Here's a simple solution that makes use of the % modulo operator to shift letters backwards.

It basically collects all of the letters in a reverse index lookup dictionary, so looking up letter positions is O(1) instead of using list.index(), which is linear O(N) lookups.

Then it goes through each letter and calculates the shift value from the letter index e.g. for the letter a with a shift value of 7, the calculation will be (0 - 7) % 26, which will give 19, the position of u.

Then once you have this shift value, convert it to uppercase or lowercase depending on the case of the original letter.

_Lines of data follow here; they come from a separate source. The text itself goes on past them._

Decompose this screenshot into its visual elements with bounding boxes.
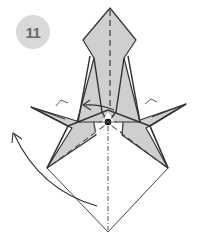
origami-diagram [0,0,199,242]
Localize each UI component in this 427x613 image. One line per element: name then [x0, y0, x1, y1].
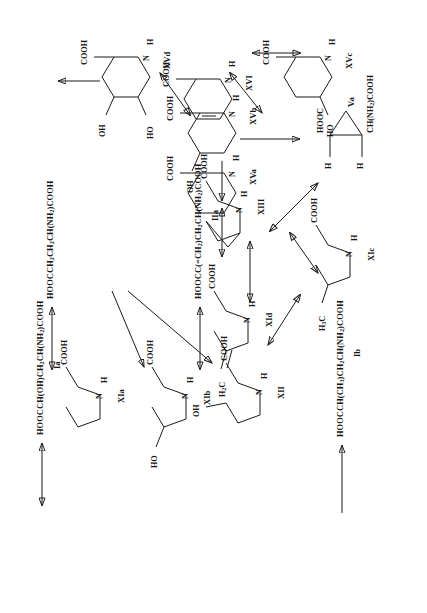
atom-xvi-nh: H	[228, 61, 237, 67]
atom-va-chnh2cooh: CH(NH2)COOH	[366, 75, 375, 133]
atom-xvc-cooh: COOH	[262, 40, 271, 65]
structure-xvd-ring	[94, 57, 150, 115]
structure-xva-ring	[180, 173, 236, 213]
atom-xib-cooh: COOH	[146, 340, 155, 365]
atom-xvc-nh: H	[328, 39, 337, 45]
atom-xiii-nh: H	[240, 191, 249, 197]
structure-xii-ring	[206, 363, 260, 423]
atom-xid-cooh: COOH	[208, 264, 217, 289]
atom-xvd-cooh: COOH	[80, 40, 89, 65]
label-xvc: XVc	[344, 53, 354, 69]
atom-xiii-cooh: COOH	[200, 154, 209, 179]
arrow-xia-to-xib	[112, 291, 144, 367]
atom-xib-n: N	[181, 393, 190, 399]
atom-xii-oh: OH	[192, 404, 201, 417]
atom-xva-nh: H	[232, 155, 241, 161]
label-ib: Ib	[352, 349, 362, 357]
formula-xia: HOOCCH2CH2CH(NH2)COOH	[46, 181, 55, 299]
atom-xia-nh: H	[100, 377, 109, 383]
formula-ia: HOOCCH(OH)CH2CH(NH2)COOH	[36, 301, 45, 435]
label-xvb: XVb	[248, 108, 258, 125]
atom-xic-h3c: H3C	[318, 316, 327, 331]
atom-xid-n: N	[243, 317, 252, 323]
atom-xic-n: N	[345, 251, 354, 257]
atom-xva-n: N	[228, 171, 237, 177]
label-xid: XId	[264, 313, 274, 327]
label-xiii: XIII	[256, 199, 266, 215]
atom-xvb-oh: OH	[186, 180, 195, 193]
atom-xic-nh: H	[350, 235, 359, 241]
atom-xvd-ho: HO	[146, 126, 155, 139]
label-xvi: XVI	[244, 75, 254, 91]
atom-xvd-oh: OH	[98, 124, 107, 137]
atom-xic-cooh: COOH	[310, 198, 319, 223]
structure-xvc-ring	[276, 57, 332, 115]
diagram-canvas: HOOCCH(OH)CH2CH(NH2)COOH Ia HOOCCH2CH2CH…	[0, 0, 427, 613]
formula-ib: HOOCCH(CH3)CH2CH(NH2)COOH	[336, 300, 345, 437]
label-xib: XIb	[202, 391, 212, 405]
atom-xii-nh: H	[260, 373, 269, 379]
atom-xvi-n: N	[224, 77, 233, 83]
structure-xib-ring	[152, 367, 186, 447]
atom-xii-cooh: COOH	[220, 336, 229, 361]
atom-xvb-n: N	[228, 111, 237, 117]
atom-xvc-n: N	[324, 55, 333, 61]
atom-xva-cooh: COOH	[166, 156, 175, 181]
atom-va-h-top: H	[324, 163, 333, 169]
atom-xvd-nh: H	[146, 39, 155, 45]
atom-xvb-cooh: COOH	[166, 96, 175, 121]
atom-xib-nh: H	[186, 377, 195, 383]
label-va: Va	[346, 97, 356, 107]
structure-xic-ring	[316, 225, 350, 303]
arrow-xia-to-xii	[128, 291, 212, 363]
atom-xib-ho: HO	[150, 455, 159, 468]
label-xva: XVa	[248, 169, 258, 185]
atom-xvd-n: N	[142, 55, 151, 61]
label-xii: XII	[276, 386, 286, 399]
arrow-xiii-to-xic	[290, 233, 318, 273]
atom-xvb-nh: H	[232, 95, 241, 101]
atom-xid-h2c: H2C	[218, 382, 227, 397]
atom-xia-cooh: COOH	[60, 340, 69, 365]
atom-xid-nh: H	[248, 301, 257, 307]
label-iia: IIa	[210, 210, 220, 221]
atom-va-hooc: HOOC	[316, 108, 325, 133]
formula-iia: HOOCC(=CH2)CH2CH(NH2)COOH	[194, 164, 203, 299]
label-xic: XIc	[366, 248, 376, 261]
atom-va-h-bottom: H	[356, 163, 365, 169]
atom-xvi-cooh: COOH	[162, 62, 171, 87]
atom-xia-n: N	[95, 393, 104, 399]
atom-xii-n: N	[255, 389, 264, 395]
atom-xvc-ho: HO	[326, 124, 335, 137]
atom-xiii-n: N	[235, 207, 244, 213]
label-xia: XIa	[116, 389, 126, 403]
rotated-scheme-layer: HOOCCH(OH)CH2CH(NH2)COOH Ia HOOCCH2CH2CH…	[0, 0, 427, 613]
scheme-bonds-and-arrows	[0, 0, 427, 613]
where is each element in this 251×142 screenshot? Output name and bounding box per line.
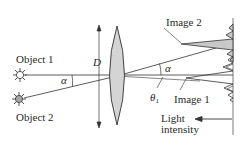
alpha-left-label: α	[61, 74, 67, 86]
image1-label: Image 1	[174, 93, 210, 105]
object1-label: Object 1	[16, 53, 54, 65]
aperture-d-arrow	[97, 25, 101, 128]
object2-ray	[24, 76, 117, 98]
alpha-right-label: α	[165, 62, 171, 74]
light-intensity-arrow	[195, 117, 232, 122]
aperture-d-label: D	[92, 56, 101, 68]
theta-subscript: 1	[155, 97, 159, 105]
object2-label: Object 2	[16, 111, 54, 123]
image2-intensity-peak	[181, 24, 233, 62]
diffraction-resolution-diagram: Object 1 Object 2 α α D Image 2 Image 1 …	[0, 0, 251, 142]
object2-sun-icon	[12, 92, 26, 106]
converging-lens	[110, 26, 125, 125]
light-intensity-label-line2: intensity	[161, 123, 199, 135]
image2-leader	[164, 28, 181, 43]
image1-leader	[180, 79, 186, 90]
image2-label: Image 2	[166, 16, 202, 28]
alpha-right-arc	[160, 64, 162, 76]
alpha-left-arc	[72, 75, 73, 86]
theta1-label: θ1	[150, 91, 159, 105]
object1-sun-icon	[13, 68, 27, 82]
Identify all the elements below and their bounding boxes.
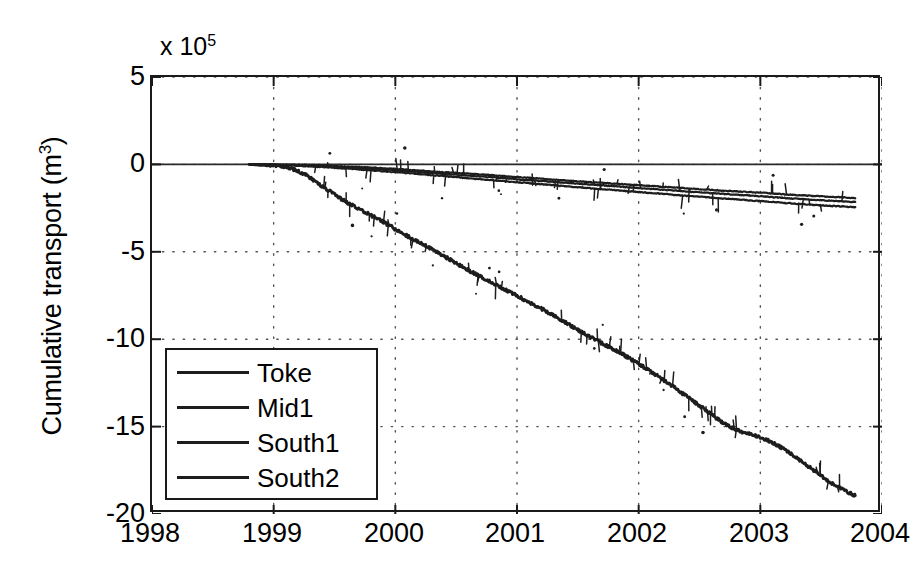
noise-spike xyxy=(838,487,839,492)
noise-spike xyxy=(809,200,810,204)
chart-legend: Toke Mid1 South1 South2 xyxy=(165,348,378,500)
noise-speckle xyxy=(370,235,372,237)
legend-line-toke xyxy=(177,371,249,374)
y-axis-label-base: Cumulative transport (m xyxy=(37,154,67,435)
noise-spike xyxy=(827,482,828,489)
noise-spike xyxy=(633,361,634,370)
noise-speckle xyxy=(800,223,803,226)
noise-spike xyxy=(701,407,702,417)
y-tick-label--10: -10 xyxy=(40,323,145,354)
noise-spike xyxy=(370,170,371,182)
noise-speckle xyxy=(662,389,664,391)
noise-spike xyxy=(650,371,651,374)
noise-spike xyxy=(396,159,397,170)
x-tick-label-2000: 2000 xyxy=(339,518,449,549)
y-tick-label--5: -5 xyxy=(40,236,145,267)
y-tick-label-5: 5 xyxy=(40,61,145,92)
legend-label-south1: South1 xyxy=(257,430,339,456)
noise-spike xyxy=(673,372,674,386)
noise-spike xyxy=(324,177,325,188)
noise-speckle xyxy=(328,152,331,155)
noise-spike xyxy=(681,196,682,209)
y-tick-label--15: -15 xyxy=(40,411,145,442)
noise-speckle xyxy=(475,293,477,295)
noise-spike xyxy=(594,189,595,201)
y-axis-multiplier: x 105 xyxy=(160,32,216,61)
noise-speckle xyxy=(683,415,686,418)
noise-speckle xyxy=(683,212,685,214)
noise-speckle xyxy=(441,197,443,199)
multiplier-base: x 10 xyxy=(160,32,207,60)
legend-item-south1[interactable]: South1 xyxy=(167,425,376,460)
noise-spike xyxy=(501,281,502,288)
noise-spike xyxy=(820,463,821,475)
noise-spike xyxy=(621,339,622,352)
legend-item-south2[interactable]: South2 xyxy=(167,460,376,495)
legend-label-south2: South2 xyxy=(257,465,339,491)
noise-spike xyxy=(387,224,388,235)
noise-artifacts-south2 xyxy=(324,177,840,492)
noise-spike xyxy=(785,184,786,195)
x-tick-label-2001: 2001 xyxy=(460,518,570,549)
legend-line-south2 xyxy=(177,476,249,479)
chart-figure: Cumulative transport (m3) x 105 5 0 -5 -… xyxy=(0,0,923,579)
noise-speckle xyxy=(351,224,355,228)
noise-speckle xyxy=(602,324,604,326)
noise-artifacts-south1 xyxy=(370,146,821,226)
noise-speckle xyxy=(558,197,561,200)
noise-speckle xyxy=(812,214,815,217)
noise-speckle xyxy=(772,174,775,177)
noise-speckle xyxy=(500,193,502,195)
noise-spike xyxy=(408,162,409,173)
noise-spike xyxy=(425,247,426,252)
noise-spike xyxy=(633,185,634,191)
noise-speckle xyxy=(603,168,606,171)
y-axis-label-tail: ) xyxy=(37,136,67,145)
noise-spike xyxy=(736,416,737,429)
noise-speckle xyxy=(403,146,407,150)
noise-spike xyxy=(325,182,326,187)
legend-label-mid1: Mid1 xyxy=(257,395,313,421)
legend-item-toke[interactable]: Toke xyxy=(167,355,376,390)
noise-spike xyxy=(842,192,843,202)
legend-label-toke: Toke xyxy=(257,360,312,386)
noise-speckle xyxy=(396,212,399,215)
x-tick-label-1999: 1999 xyxy=(217,518,327,549)
noise-spike xyxy=(468,263,469,271)
noise-spike xyxy=(816,467,817,472)
x-tick-label-2004: 2004 xyxy=(825,518,923,549)
legend-item-mid1[interactable]: Mid1 xyxy=(167,390,376,425)
noise-spike xyxy=(581,331,582,342)
noise-spike xyxy=(664,370,665,381)
noise-speckle xyxy=(701,431,705,435)
legend-line-south1 xyxy=(177,441,249,444)
x-tick-label-2003: 2003 xyxy=(704,518,814,549)
legend-line-mid1 xyxy=(177,406,249,409)
noise-spike xyxy=(639,354,640,364)
noise-spike xyxy=(640,181,641,188)
x-tick-label-2002: 2002 xyxy=(582,518,692,549)
noise-spike xyxy=(597,189,598,198)
noise-spike xyxy=(374,216,375,226)
x-tick-label-1998: 1998 xyxy=(95,518,205,549)
noise-spike xyxy=(433,175,434,183)
noise-spike xyxy=(609,337,610,346)
noise-spike xyxy=(646,358,647,370)
noise-spike xyxy=(457,166,458,174)
noise-speckle xyxy=(593,347,596,350)
noise-speckle xyxy=(498,189,501,192)
noise-speckle xyxy=(498,270,501,273)
multiplier-exponent: 5 xyxy=(207,32,216,49)
noise-spike xyxy=(617,180,618,184)
noise-spike xyxy=(411,240,412,248)
noise-spike xyxy=(477,274,478,285)
noise-spike xyxy=(532,174,533,184)
noise-speckle xyxy=(361,187,363,189)
noise-spike xyxy=(396,169,397,172)
y-tick-label-0: 0 xyxy=(40,148,145,179)
noise-speckle xyxy=(488,267,491,270)
noise-speckle xyxy=(432,264,434,266)
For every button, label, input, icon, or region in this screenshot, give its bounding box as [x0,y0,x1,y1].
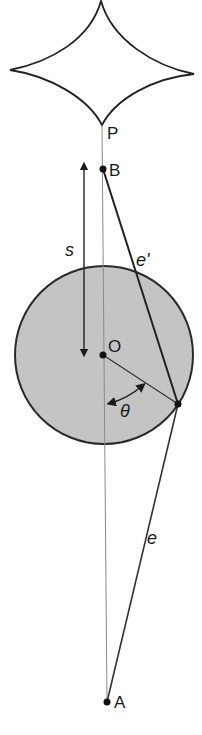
label-e: e [147,528,157,548]
label-e-prime: e' [136,250,150,270]
label-A: A [114,693,126,712]
line-e [107,404,178,702]
point-A [104,699,111,706]
label-B: B [109,161,120,180]
point-on-sphere [175,401,182,408]
point-O [100,352,107,359]
label-P: P [107,124,118,143]
diagram: P B s e' O θ e A [0,0,202,735]
point-B [100,166,107,173]
label-theta: θ [120,401,130,421]
label-s: s [65,240,74,260]
label-O: O [108,337,121,356]
astroid-caustic [10,1,194,125]
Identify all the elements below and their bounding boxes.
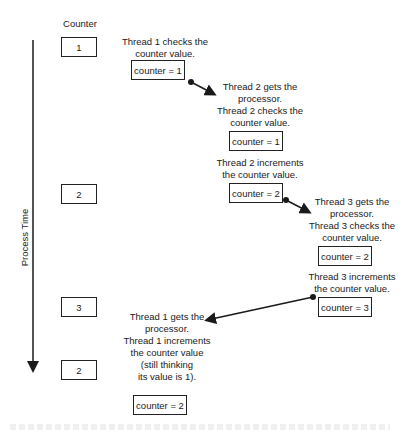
step-1-text: Thread 1 checks the counter value. [110, 36, 220, 60]
bleed-through-text [10, 424, 390, 430]
counter-value-box: counter = 2 [133, 395, 187, 415]
counter-value-box: counter = 1 [229, 131, 283, 151]
counter-value-box: counter = 3 [318, 297, 372, 317]
step-5-text: Thread 3 increments the counter value. [297, 271, 400, 295]
counter-box: 2 [61, 360, 97, 380]
counter-box: 1 [61, 37, 97, 57]
counter-value-box: counter = 2 [318, 246, 372, 266]
counter-header: Counter [55, 18, 105, 30]
counter-value-box: counter = 1 [131, 60, 185, 80]
counter-value-box: counter = 2 [229, 183, 283, 203]
counter-box: 2 [61, 184, 97, 204]
counter-box: 3 [61, 297, 97, 317]
axis-label: Process Time [19, 208, 30, 268]
step-4-text: Thread 3 gets the processor. Thread 3 ch… [297, 196, 400, 244]
arrow-to-thread1 [207, 297, 313, 320]
step-3-text: Thread 2 increments the counter value. [205, 157, 315, 181]
step-6-text: Thread 1 gets the processor. Thread 1 in… [112, 311, 222, 383]
step-2-text: Thread 2 gets the processor. Thread 2 ch… [205, 81, 315, 129]
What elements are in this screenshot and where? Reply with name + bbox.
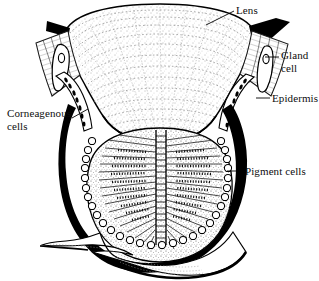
label-gland-cell: Gland cell: [281, 49, 308, 74]
label-lens: Lens: [236, 4, 258, 17]
diagram-canvas: [0, 0, 319, 281]
label-pigment-cells: Pigment cells: [245, 165, 306, 178]
label-epidermis: Epidermis: [272, 92, 318, 105]
ocellus-diagram: Lens Gland cell Epidermis Corneagenous c…: [0, 0, 319, 281]
label-corneagenous-cells: Corneagenous cells: [7, 107, 71, 132]
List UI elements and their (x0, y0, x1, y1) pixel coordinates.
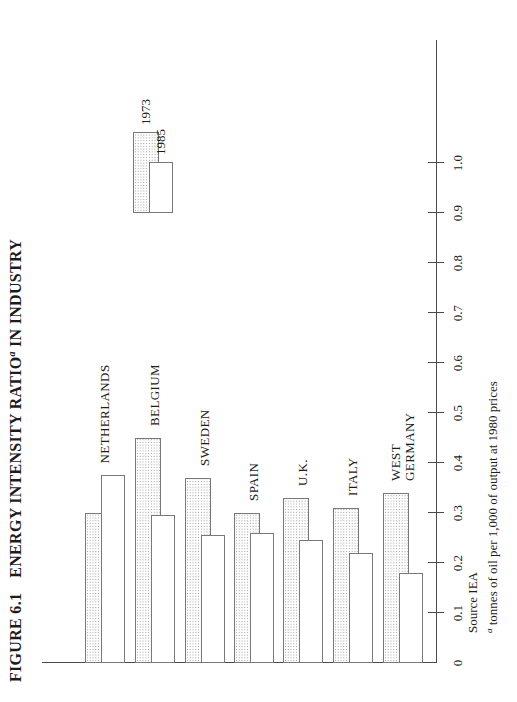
footnote-superscript: a (484, 629, 494, 634)
country-label: SPAIN (232, 463, 276, 501)
figure-title-text: ENERGY INTENSITY RATIO (7, 357, 24, 578)
footnote-text: tonnes of oil per 1,000 of output at 198… (485, 381, 500, 628)
axis-tick (428, 312, 444, 313)
legend-label-1973: 1973 (133, 99, 159, 125)
axis-tick (428, 162, 444, 163)
country-label: U.K. (281, 459, 325, 486)
rotated-page: FIGURE 6.1ENERGY INTENSITY RATIOa IN IND… (0, 0, 517, 702)
axis-tick-label: 1.0 (450, 141, 466, 185)
bar-1985 (151, 516, 175, 664)
axis-tick (428, 462, 444, 463)
source-line: Source IEA (464, 381, 481, 633)
figure-title-superscript: a (6, 351, 17, 356)
country-label: ITALY (331, 457, 375, 496)
legend-label-1985: 1985 (149, 129, 173, 155)
axis-tick (428, 262, 444, 263)
legend-bar-1985 (149, 162, 173, 213)
figure-title: FIGURE 6.1ENERGY INTENSITY RATIOa IN IND… (6, 239, 25, 682)
bar-1985 (399, 573, 423, 663)
bar-1985 (250, 533, 274, 663)
axis-tick-label: 0.7 (450, 291, 466, 335)
figure-canvas: FIGURE 6.1ENERGY INTENSITY RATIOa IN IND… (0, 0, 517, 702)
axis-tick (428, 412, 444, 413)
bar-1985 (299, 541, 323, 664)
footnote-line: a tonnes of oil per 1,000 of output at 1… (481, 381, 501, 633)
bar-1985 (349, 553, 373, 663)
axis-tick (428, 562, 444, 563)
axis-tick-label: 0 (450, 641, 466, 685)
axis-tick (428, 212, 444, 213)
figure-title-tail: IN INDUSTRY (7, 239, 24, 351)
country-label: WEST GERMANY (381, 412, 425, 481)
x-axis-line (436, 40, 437, 663)
axis-tick (428, 612, 444, 613)
axis-tick (428, 512, 444, 513)
country-label: NETHERLANDS (83, 364, 127, 463)
bar-1985 (201, 536, 225, 664)
figure-number: FIGURE 6.1 (7, 593, 25, 682)
source-block: Source IEA a tonnes of oil per 1,000 of … (464, 381, 501, 633)
bar-1985 (101, 476, 125, 664)
axis-tick (428, 362, 444, 363)
axis-tick-label: 0.6 (450, 341, 466, 385)
country-label: SWEDEN (183, 409, 227, 466)
axis-tick-label: 0.8 (450, 241, 466, 285)
country-label: BELGIUM (133, 364, 177, 426)
axis-tick-label: 0.9 (450, 191, 466, 235)
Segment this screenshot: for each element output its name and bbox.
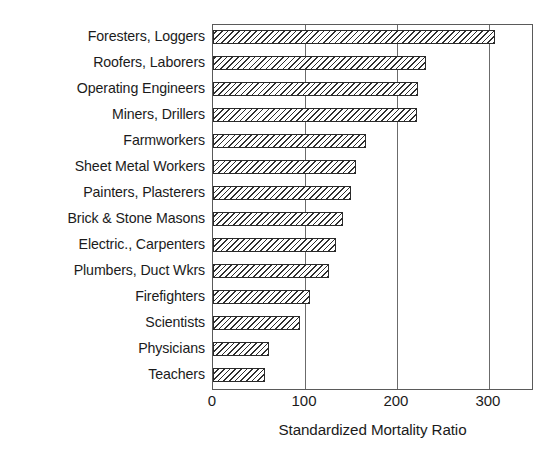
x-tick-label: 200: [383, 392, 408, 410]
category-label: Brick & Stone Masons: [67, 211, 205, 225]
bar: [213, 316, 300, 330]
category-label: Miners, Drillers: [112, 107, 205, 121]
bar: [213, 238, 336, 252]
bar: [213, 186, 351, 200]
x-tick-label: 0: [208, 392, 216, 410]
bar: [213, 290, 310, 304]
bar: [213, 212, 343, 226]
plot-area: [212, 24, 533, 390]
gridline-300: [489, 25, 490, 389]
bar: [213, 56, 426, 70]
category-label: Scientists: [145, 315, 205, 329]
category-label: Physicians: [138, 341, 205, 355]
x-tick-label: 100: [291, 392, 316, 410]
category-label: Roofers, Laborers: [93, 55, 205, 69]
category-label: Farmworkers: [123, 133, 205, 147]
category-label: Operating Engineers: [77, 81, 205, 95]
category-label: Teachers: [148, 367, 205, 381]
category-label: Foresters, Loggers: [88, 29, 205, 43]
bar: [213, 264, 329, 278]
bar: [213, 368, 265, 382]
gridline-200: [397, 25, 398, 389]
bar-chart: Foresters, LoggersRoofers, LaborersOpera…: [0, 0, 558, 465]
category-label: Painters, Plasterers: [83, 185, 205, 199]
bar: [213, 30, 495, 44]
bar: [213, 108, 417, 122]
x-axis-title: Standardized Mortality Ratio: [212, 421, 533, 438]
bar: [213, 82, 418, 96]
bar: [213, 134, 366, 148]
x-tick-label: 300: [475, 392, 500, 410]
category-label: Sheet Metal Workers: [75, 159, 205, 173]
category-label: Firefighters: [135, 289, 205, 303]
category-label: Electric., Carpenters: [79, 237, 205, 251]
x-axis-tick-labels: 0100200300: [0, 392, 558, 414]
gridline-100: [305, 25, 306, 389]
bar: [213, 342, 269, 356]
bar: [213, 160, 356, 174]
y-axis-category-labels: Foresters, LoggersRoofers, LaborersOpera…: [0, 26, 209, 390]
category-label: Plumbers, Duct Wkrs: [74, 263, 205, 277]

At the end we just str.join() the result list into one string. This is more efficient than doing += to join strings.

Demo:

from string import ascii_lowercase

def letter_backwards_shift(word, shift):
    letter_lookups = {letter: idx for idx, letter in enumerate(ascii_lowercase)}
    alphabet = list(letter_lookups)

    result = []
    for letter in word:
        idx = letter_lookups[letter.lower()]
        shifted_letter = alphabet[(idx - shift) % len(alphabet)]

        if letter.isupper():
            result.append(shifted_letter.upper())
        else:
            result.append(shifted_letter.lower())

    return ''.join(result)

Output:

>>> letter_backwards_shift('baNaNa', 7)
utGtGt

I would probably go with @Patrick Artner's pythonic solution. I just showed the above implementation as a learning exercise :-).